Height limits follow the same general residential rules as the rest of the city, with front yards kept low and more flexibility once you're well behind the front facade. If you're rebuilding or replacing a fence that's already historic, the guidelines want it preserved and repaired before they'll sign off on full replacement.
What It Costs to Do This Right
A historic district fence almost always costs more than a comparable fence in a standard neighborhood, and the materials are the main reason. Cast iron and true wood picket run higher than a stock vinyl or pressure-treated panel fence, and if you're matching an existing historic fence style, that can mean custom fabrication instead of off-the-shelf sections.
We can give you a real number once we've seen your lot and picked a material with you, since so much depends on length, style, and whether the design calls for custom iron work.

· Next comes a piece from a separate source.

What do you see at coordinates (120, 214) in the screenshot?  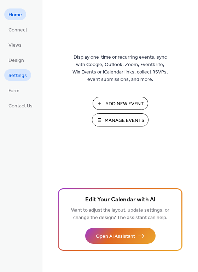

Budget some added time too, since the Certificate of Appropriateness review adds a step before construction even starts. How long that review takes depends on the commission's schedule and how complete your application is the first time through, so getting the drawings and material samples right up front matters more here than on a standard permit.
How We Handle Historic District Fence Projects
We're not a directory that hands your project off to someone else. Middle TN Fence & Gate builds these fences ourselves, and we handle the Certificate of Appropriateness paperwork as part of the job, not as an extra line item you have to chase down on your own.
That starts with a site visit where we look at your lot, your neighbors' fences, and whatever's already on your property line, since the guidelines care a lot about preserving existing historic fences and walls where they exist. We put together a plan that fits what the HZC is going to want to see, whether that's a picket fence for a Hincheyville cottage or cast iron with brick columns for something closer to the square. Then we install it, on a schedule that accounts for the review process rather than pretending it doesn't exist.
If your property is outside the historic overlay entirely, the process is simpler and we can usually move a lot faster. Check our Franklin fence installation page for how that standard process works.
Common Questions About Franklin's Historic Fence Rules
Do I need approval to replace an existing fence in a historic district?
Yes. Any exterior change, including replacing a fence that's already there, needs a Certificate of Appropriateness from the Historic Zoning Commission first. If the existing fence is itself historic, the guidelines generally push toward repair and preservation over full replacement.
Can I install a privacy fence in my front yard?
Not a solid one. Front yard fences citywide, historic districts included, need to stay mostly open rather than fully enclosed, so you'll need something that lets light and sightlines through. Rear yards, well behind the front of the house, have more room for a fully enclosed, private setup.
Is Natchez Street subject to these same fence rules?
No. Natchez Street, also known historically as Baptist Neck, is a nationally recognized historic neighborhood, but it isn't one of Franklin's locally designated historic districts and isn't subject to HZC design review. If you're building there, you'd follow the standard citywide zoning rules instead.
What happens if I build a fence without a Certificate of Appropriateness?
You risk being told to modify or remove what you built, which means paying for the work twice. It's one of the most avoidable mistakes we see homeowners make in these districts.